I have a feeling that Obama will do quite well but I can also think of a hundred things that could make it, as Vin Scully likes to say, a Brand New Ball Game. Any poll today minimizes game-changers like Romney actually getting the nomination, his choice of running mate, battles at the conventions, what's said in debates, what kind of scandals get unearthed, how the stock market performs, unemployment numbers, possible terrorist attacks, effective TV commercials and the inevitable stupid gaffes we may hear. Look how just one or two clumsy statements or embarrassing revelations changed the presidential prospects of Rick Perry and Herman Cain.

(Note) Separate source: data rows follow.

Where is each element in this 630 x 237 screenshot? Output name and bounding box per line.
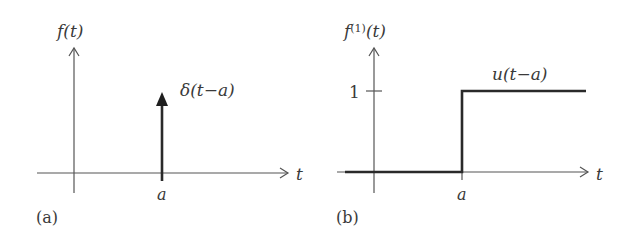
impulse-arrowhead-icon [156,92,168,106]
step-function-curve [345,91,586,172]
panel-b: f(1)(t) 1 u(t−a) t a (b) [336,21,603,227]
x-axis-label-b: t [596,164,603,184]
step-label: u(t−a) [492,64,547,84]
panel-caption-a: (a) [36,208,58,227]
panel-a: f(t) δ(t−a) t a (a) [36,21,303,227]
panel-caption-b: (b) [336,208,359,227]
y-axis-label-a: f(t) [55,21,83,41]
y-axis-label-b: f(1)(t) [342,21,386,41]
figure: f(t) δ(t−a) t a (a) f(1)(t) 1 u(t−a) t a… [0,0,630,237]
y-tick-label-1: 1 [349,82,360,102]
impulse-label: δ(t−a) [180,80,235,100]
x-tick-label-a: a [157,185,167,204]
x-axis-label-a: t [296,164,303,184]
x-tick-label-b: a [457,185,467,204]
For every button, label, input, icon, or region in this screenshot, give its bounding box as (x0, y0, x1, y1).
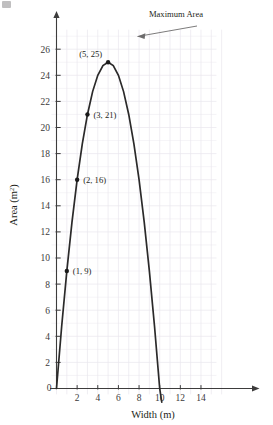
x-tick-label: 14 (196, 393, 206, 403)
annotation-arrowhead (138, 33, 146, 39)
y-axis-arrowhead (53, 11, 59, 18)
x-tick-label: 12 (176, 393, 186, 403)
data-point-marker (65, 269, 69, 273)
y-tick-label: 16 (41, 175, 51, 185)
x-tick-label: 8 (137, 393, 142, 403)
data-point-marker (85, 112, 89, 116)
y-tick-label: 4 (45, 332, 50, 342)
data-point-label: (3, 21) (93, 110, 116, 120)
y-tick-label: 20 (41, 123, 51, 133)
x-tick-label: 0 (47, 383, 52, 393)
x-tick-label: 6 (116, 393, 121, 403)
data-point-marker (106, 60, 110, 64)
chart-container: 024681012142468101214161820222426 (1, 9)… (0, 0, 273, 425)
y-tick-label: 24 (41, 71, 51, 81)
y-tick-label: 14 (41, 201, 51, 211)
grid-lines (51, 30, 221, 395)
y-tick-label: 6 (45, 306, 50, 316)
y-tick-label: 8 (45, 280, 50, 290)
x-tick-label: 2 (75, 393, 80, 403)
axis-titles: Width (m) Area (m2) (8, 184, 176, 421)
annotation-arrow-line (138, 26, 198, 37)
x-tick-label: 4 (95, 393, 100, 403)
data-point-label: (1, 9) (73, 266, 92, 276)
parabola-chart-svg: 024681012142468101214161820222426 (1, 9)… (0, 0, 273, 425)
data-point-marker (75, 178, 79, 182)
y-tick-label: 18 (41, 149, 51, 159)
y-tick-label: 2 (45, 358, 50, 368)
x-axis-arrowhead (252, 385, 260, 391)
annotation-label: Maximum Area (149, 9, 203, 19)
maximum-area-annotation: Maximum Area (138, 9, 204, 39)
y-tick-label: 22 (41, 97, 51, 107)
y-tick-label: 26 (41, 45, 51, 55)
x-axis-title: Width (m) (131, 409, 175, 421)
y-axis-title: Area (m2) (8, 184, 20, 226)
data-point-label: (5, 25) (79, 49, 102, 59)
marked-points: (1, 9)(2, 16)(3, 21)(5, 25) (65, 49, 117, 277)
data-point-label: (2, 16) (83, 175, 106, 185)
y-tick-label: 12 (41, 227, 51, 237)
y-tick-label: 10 (41, 253, 51, 263)
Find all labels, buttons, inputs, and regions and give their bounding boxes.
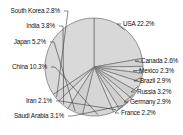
- slice-label-saudi-arabia: Saudi Arabia 3.1%: [14, 112, 64, 119]
- pie-slice-group: [45, 18, 143, 116]
- slice-label-france: France 2.2%: [121, 109, 156, 116]
- slice-label-brazil: Brazil 2.9%: [140, 77, 171, 84]
- slice-label-south-korea: South Korea 2.8%: [11, 7, 61, 14]
- slice-label-mexico: Mexico 2.3%: [139, 67, 174, 74]
- slice-label-china: China 10.3%: [12, 63, 47, 70]
- slice-label-india: India 3.8%: [26, 22, 55, 29]
- pie-chart-figure: South Korea 2.8% India 3.8% Japan 5.2% C…: [0, 0, 183, 135]
- slice-label-germany: Germany 2.9%: [130, 98, 171, 106]
- slice-label-usa: USA 22.2%: [123, 20, 155, 27]
- slice-label-iran: Iran 2.1%: [26, 97, 52, 104]
- slice-label-russia: Russia 3.2%: [137, 88, 172, 95]
- pie-chart-svg: South Korea 2.8% India 3.8% Japan 5.2% C…: [0, 0, 183, 135]
- slice-label-canada: Canada 2.6%: [141, 57, 179, 64]
- slice-label-japan: Japan 5.2%: [14, 38, 47, 46]
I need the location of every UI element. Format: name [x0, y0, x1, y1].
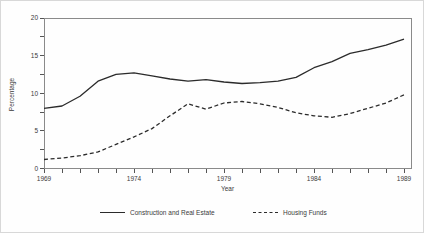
solid-line-sample [100, 212, 125, 213]
y-tick-label: 5 [34, 127, 38, 134]
legend-label-housing: Housing Funds [283, 209, 327, 216]
legend-label-construction: Construction and Real Estate [130, 209, 215, 216]
series-line-housing-funds [44, 95, 404, 160]
y-tick-label: 0 [34, 165, 38, 172]
x-tick-label: 1979 [217, 175, 232, 182]
x-tick-label: 1974 [127, 175, 142, 182]
x-tick-label: 1969 [37, 175, 52, 182]
x-axis-title: Year [44, 185, 411, 192]
dashed-line-sample [253, 212, 278, 213]
y-tick-label: 20 [31, 14, 39, 21]
legend-item-construction: Construction and Real Estate [100, 207, 215, 217]
chart-canvas: 1969197419791984198905101520 [1, 1, 424, 233]
plot-frame [44, 18, 411, 169]
legend-item-housing: Housing Funds [253, 207, 327, 217]
y-tick-label: 10 [31, 90, 39, 97]
y-tick-label: 15 [31, 52, 39, 59]
x-tick-label: 1984 [307, 175, 322, 182]
y-axis-title: Percentage [7, 71, 16, 119]
line-chart-figure: 1969197419791984198905101520 Percentage … [0, 0, 424, 233]
x-tick-label: 1989 [397, 175, 412, 182]
series-line-construction-real-estate [44, 39, 404, 108]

The CBS poll finds Obama and Romney in a dead-even tie at the moment. That's significant because I think that could sew up the nomination for Romney, if not in South Carolina then soon after. A lot of Republican primary voters are likely to vote for The Guy Most Likely To Beat Obama and if the polls say that's Romney, so they'll go. Ron Paul is a close second but Ron Paul is not going to get the nomination because he's Ron Paul and there's not much he can do about that now. Romney's true rival for the nomination is Gingrich and this poll gives Obama an 11 point advantage over Gingrich. That's enough to make a lot of Republicans who'd prefer Gingrich to Romney pick Romney.
In the meantime, the Pew Research poll and PPP have Obama five points ahead of Romney while the CNN and ABC/Washington Post Polls have Romney one or two points ahead. At some point in the future when the Fox News and Rasmussen Polls show the G.O.P. contender with more strength than other polls, we'll be hearing about pollster bias and there may be a smidgen of validity on either side. But right now, the traditionally Conservative polls show Obama doing better than the traditionally Liberal polls…though it's all within the margin of error.
The intriguing difference between predicting politics and predicting the weather is that the former seers actually change the storyline they're trying to project. What the National Weather Service says on Monday doesn't change what the weather is on Friday. But candidates drop out or achieve frontrunner status because of polls. They get or lose campaign donations and even change strategies and platforms because they're down or up.
In both cases, the predictors are expected to say what's going to happen and they're not allowed to shrug and admit that any forecast is premature and meaningless. They've gotta say something so they do. It helps me to remember that they aren't quite the same job even though in both professions, it's possible for a prediction to be too early to mean a damn thing. It's always possible for the jet stream to shift to the north.